Project description:<p>The ICBP consortium is an international effort to investigate blood-pressure genetics. The consortium was formed by two parent consortia, the CHARGE-BP consortium (Cohorts for Heart and Aging Research in Genomic Epidemiology - blood pressure) and the GBPGEN consortium (Global Blood Pressure Genetics Consortium).</p> <p>In 2011 we performed genome-wide association analyses based on genome-wide SNPs imputed to HapMap for systolic and diastolic blood pressure (SBP and DBP) and mean arterial pressure and pulse pressure (MAP and PP).</p> <p>In 2016 we performed an analysis based on the Cardio-MetaboChip for SBP and DBP.</p> <p>All these datasets are available here, however, full association statistics including effect size directions, only under controlled access by dbGaP.</p>
Project description:Untargeted and targeted metabolomics datasets were acquired for blood plasma samples of 30 mouse knockouts within the International Mouse Phenotyping Consortium (IMPC). http://www.mousephenotype.org/. West Coast Metabolomics Center at UC Davis (https://metabolomics.ucdavis.edu/) conducted the metabolomics analyses.

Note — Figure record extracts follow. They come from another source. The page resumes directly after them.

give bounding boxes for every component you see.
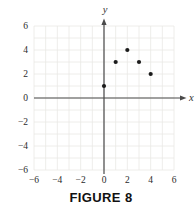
axes	[34, 24, 181, 174]
svg-text:−2: −2	[76, 175, 86, 185]
y-tick-labels: −6−4−20246	[18, 21, 28, 175]
x-tick-labels: −6−4−20246	[29, 175, 177, 185]
svg-text:−2: −2	[18, 117, 28, 127]
svg-text:−6: −6	[18, 165, 28, 175]
svg-text:4: 4	[23, 45, 28, 55]
svg-text:−4: −4	[18, 141, 28, 151]
figure-caption: FIGURE 8	[0, 190, 195, 205]
svg-text:0: 0	[23, 93, 28, 103]
svg-text:−6: −6	[29, 175, 39, 185]
scatter-plot-svg: −6−4−20246−6−4−20246xy	[0, 0, 195, 190]
svg-text:2: 2	[23, 69, 28, 79]
svg-text:−4: −4	[52, 175, 62, 185]
figure-8: −6−4−20246−6−4−20246xy FIGURE 8	[0, 0, 195, 215]
svg-text:0: 0	[102, 175, 107, 185]
svg-text:4: 4	[148, 175, 153, 185]
svg-text:2: 2	[125, 175, 130, 185]
svg-text:6: 6	[172, 175, 177, 185]
y-axis-label: y	[102, 4, 108, 15]
svg-text:6: 6	[23, 21, 28, 31]
x-axis-label: x	[188, 92, 194, 103]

Project description:Genome-wide association studies (GWAS) have identified blood pressure-related loci, but functional insights into causality and related molecular mechanisms lag behind. We functionally characterize 4608 genetic variants in linkage with blood pressure loci in vascular smooth muscle cells (VSMCs) and cardiomyocytes (CMs) by massively parallel reporter assays (MPRAs). Regulatory variants are in non-conserved loci, enriched in repeats, and alter trait-relevant transcription factor binding sites. Higher-order genome organization indicates that loci harboring regulatory variants converge in spatial hubs to control specific signaling pathways required for proper cardiovascular function. Modelling different variant allele frequencies by CRISPR prime editing led to expression changes of KCNK9, SFXN2, and PCGF6. We provide mechanistic insights into how regulatory variants converge their effects on blood pressure genes (i.e. ULK4, MAP4, CFDP1, PDE5A, 10q24.32), and cardiovascular pathways. Our findings support advances in molecular precision medicine to define functionally relevant variants and the genetic architecture of blood pressure genes.

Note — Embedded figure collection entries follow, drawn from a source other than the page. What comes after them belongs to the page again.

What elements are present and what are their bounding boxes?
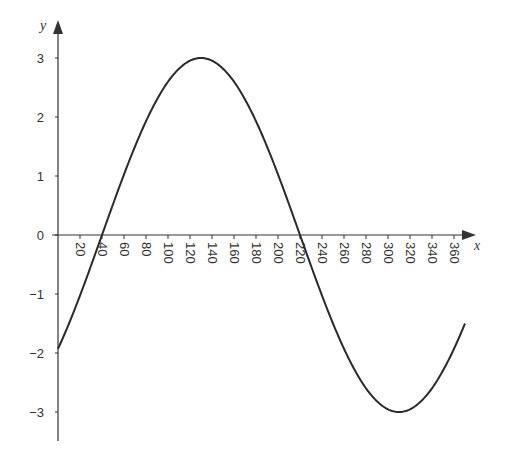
x-tick-label: 60 xyxy=(117,242,132,256)
sine-chart: y x 204060801001201401601802002202402602… xyxy=(0,0,508,468)
y-tick-label: −1 xyxy=(29,287,44,302)
y-tick-label: −2 xyxy=(29,346,44,361)
y-axis-label: y xyxy=(38,18,47,33)
x-tick-label: 300 xyxy=(381,242,396,264)
x-tick-label: 320 xyxy=(403,242,418,264)
x-tick-label: 120 xyxy=(183,242,198,264)
x-tick-label: 140 xyxy=(205,242,220,264)
x-tick-label: 280 xyxy=(359,242,374,264)
x-tick-label: 80 xyxy=(139,242,154,256)
x-tick-label: 100 xyxy=(161,242,176,264)
x-tick-label: 360 xyxy=(447,242,462,264)
y-tick-label: 0 xyxy=(37,228,44,243)
x-tick-label: 340 xyxy=(425,242,440,264)
y-tick-label: 2 xyxy=(37,110,44,125)
x-tick-label: 240 xyxy=(315,242,330,264)
x-tick-label: 20 xyxy=(73,242,88,256)
x-axis-label: x xyxy=(473,238,481,253)
x-tick-label: 160 xyxy=(227,242,242,264)
x-ticks: 2040608010012014016018020022024026028030… xyxy=(73,235,462,264)
x-tick-label: 180 xyxy=(249,242,264,264)
y-tick-label: 3 xyxy=(37,51,44,66)
y-tick-label: 1 xyxy=(37,169,44,184)
y-axis-arrow-icon xyxy=(53,20,63,34)
x-tick-label: 260 xyxy=(337,242,352,264)
y-tick-label: −3 xyxy=(29,405,44,420)
x-tick-label: 200 xyxy=(271,242,286,264)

Project description:We carried out a genome-wide association and replication study for blood pressure in a two-stage approach (max N = 289,038) with a discovery stage sample of 130,777 East Asian individuals, identifying 19 new genetic loci. We found a significant genetic heterogeneity between East Asian and European-descent populations at several blood pressure loci, conforming to “a common ancestry-specific variant association model”. At 6 unique loci, distinct non-rare (or common) ancestry-specific variants co-localized within the same linkage disequilibrium block despite the significantly discordant direction of effects for the proxy shared variants between the ethnic groups. The genome-wide transethnic correlation of causal-variant effect sizes is 0.898 and 0.851 for systolic and diastolic blood pressure, respectively. Some of the ancestry-specific association signals were also influenced by a selective sweep. Our results provide new evidence for the role of common ancestry-specific variants and natural selection in the occurrence of ethnic differences in complex traits such as blood pressure.